Is Donald Trump a Nazi Sympathizer?
While Americans have been polarized over many issues in over the last 70 years or so, if there was one thing we could truly say was a consensus position among people of all political stripes it was that Nazis were bad and that decent people shunned them.
Our president made it clear on Tuesday, once and for all, that he doesn’t agree with that.
Over the weekend President Trump had issued a very weak condemnation of the horrific events in Charlottesville, insisting that “many sides” were responsible for the violence. Forty-eight hours later, after tremendous public criticism, he came forward with an obviously insincere rote denunciation of white supremacy, Nazis and the Ku Klux Klan. But he couldn’t leave it at that.
It’s clearly impossible for Trump even to pretend to condemn far right white supremacists with whom he obviously feels sympathy. So on Tuesday he turned around and held a press conference in which he once again condemned counter-protesters and insisted that all the “good people” who were simply protesting the removal of the statue of Robert E. Lee had been treated abominably.
Rachel Maddow put together a voice-over of his comments with a montage of all those “good people”:
Here are Trump's remarks on the 'very fine people.'
— Maddow Blog (@MaddowBlog) August 16, 2017
And here's tonight's full A block: https://t.co/IB94xk67ut https://t.co/AxQ7hGqv73
If you carried a torch with those Nazis, if you marched alongside them as they chanted “Jews will not replace us” and “blood and soil,” you are not a “very fine person.” You are, at best, a Nazi sympathizer. At worst, you are a Nazi. If you stood and chanted with men and women who wore hoods emblazoned with Confederate flags you are at best a KKK sympathizer, and certainly a racist. If you stand up for these people’s good intentions and walk in solidarity with their “defense of cultural heritage,” you are at the very least a fellow traveler in white supremacy, and more likely a white supremacist yourself.
Nobody marching with that crowd is a decent person. Nobody.
Trump made clear that he believes the Nazis who went on to the campus of the University of Virginia on Friday night are just regular folks with a legitimate grievance who were “innocently” protesting. This is the final proof, as if we needed any at this late date, that his ignorance knows no bounds.
It’s probable that Trump has no knowledge of this, because he has no knowledge of virtually anything but his own press clippings, but neo-Nazi Richard Spencer, one of the leaders of the march, knew very well what image he was evoking with that march on Friday night — Nazi torchlight parades such as this one:
It isn’t just that Trump has a woeful lack of understanding about why people would be appalled and upset at the sight of hundreds of white (mostly) men carrying torches and chanting Nazi slogans. He also portrayed them as good people protecting their “history” and their “culture.” That suggests his idiotic earlier comments about history, such as absurdly suggesting, “People don’t ask that question, but why was there the Civil War? Why could that one not have been worked out?” were a good reflection of his ignorance on the subject. (Remember that he also seemed to think Frederick Douglass was still alive.)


**REQUIRED WORK**
Show each line of the records below where the word "Personal" occurs.

**DATA TO EXAMINE**
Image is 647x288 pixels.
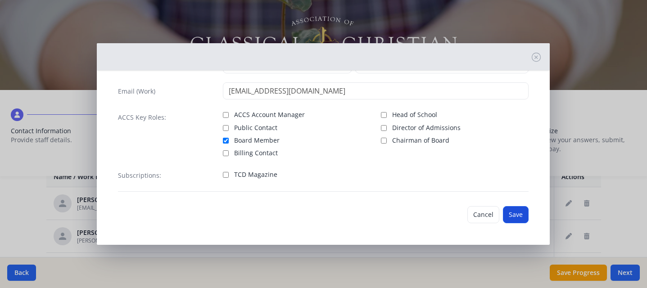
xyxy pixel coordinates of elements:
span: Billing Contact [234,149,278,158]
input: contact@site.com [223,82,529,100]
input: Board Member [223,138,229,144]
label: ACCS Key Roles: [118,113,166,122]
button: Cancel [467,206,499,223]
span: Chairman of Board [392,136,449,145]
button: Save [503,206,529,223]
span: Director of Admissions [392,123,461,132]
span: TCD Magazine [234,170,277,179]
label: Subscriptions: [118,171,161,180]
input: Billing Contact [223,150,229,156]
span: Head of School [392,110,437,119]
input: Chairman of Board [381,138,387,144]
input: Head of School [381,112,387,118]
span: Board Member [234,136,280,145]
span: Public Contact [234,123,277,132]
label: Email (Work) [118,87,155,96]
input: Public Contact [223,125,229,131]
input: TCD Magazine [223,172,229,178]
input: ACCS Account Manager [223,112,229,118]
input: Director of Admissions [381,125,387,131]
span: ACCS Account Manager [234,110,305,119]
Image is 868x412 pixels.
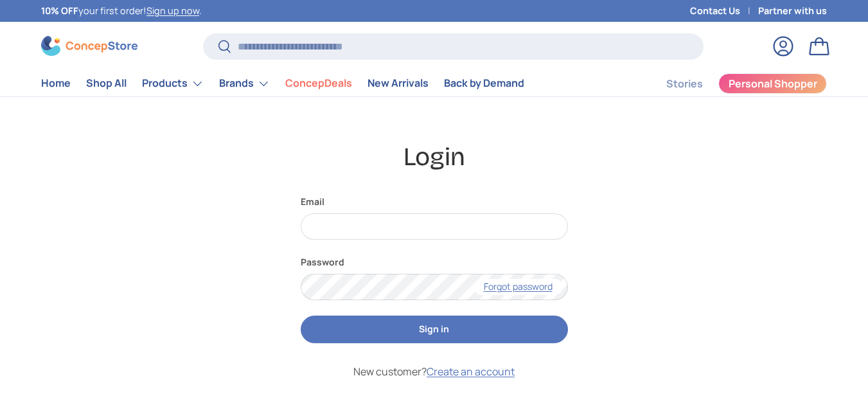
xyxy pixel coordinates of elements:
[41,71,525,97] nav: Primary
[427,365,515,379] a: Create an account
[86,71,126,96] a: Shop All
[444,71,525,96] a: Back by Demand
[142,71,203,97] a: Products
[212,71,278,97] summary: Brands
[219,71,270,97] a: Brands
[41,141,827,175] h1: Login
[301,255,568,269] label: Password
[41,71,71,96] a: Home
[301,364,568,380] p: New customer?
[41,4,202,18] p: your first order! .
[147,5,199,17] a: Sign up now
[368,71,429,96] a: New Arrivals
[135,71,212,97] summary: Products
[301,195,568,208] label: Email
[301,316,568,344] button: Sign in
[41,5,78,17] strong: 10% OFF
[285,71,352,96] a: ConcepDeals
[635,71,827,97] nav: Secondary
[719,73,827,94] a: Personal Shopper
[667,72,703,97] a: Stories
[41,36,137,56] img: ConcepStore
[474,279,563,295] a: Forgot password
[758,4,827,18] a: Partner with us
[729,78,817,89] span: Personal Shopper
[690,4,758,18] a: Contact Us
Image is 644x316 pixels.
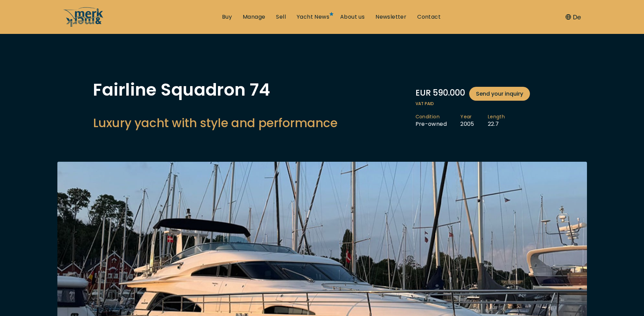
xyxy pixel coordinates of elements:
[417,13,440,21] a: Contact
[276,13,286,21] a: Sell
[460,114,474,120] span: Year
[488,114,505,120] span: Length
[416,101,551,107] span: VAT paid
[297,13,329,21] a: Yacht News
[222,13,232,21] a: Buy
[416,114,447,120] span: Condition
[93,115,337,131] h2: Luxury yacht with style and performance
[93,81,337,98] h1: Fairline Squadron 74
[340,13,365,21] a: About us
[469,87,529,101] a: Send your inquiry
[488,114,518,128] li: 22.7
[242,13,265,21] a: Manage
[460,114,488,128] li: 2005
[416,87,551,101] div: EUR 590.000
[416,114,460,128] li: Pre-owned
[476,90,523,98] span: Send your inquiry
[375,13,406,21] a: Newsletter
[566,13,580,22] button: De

**EXERCISE ANSWER**
[719,73,827,94] a: Personal Shopper
[729,78,817,89] span: Personal Shopper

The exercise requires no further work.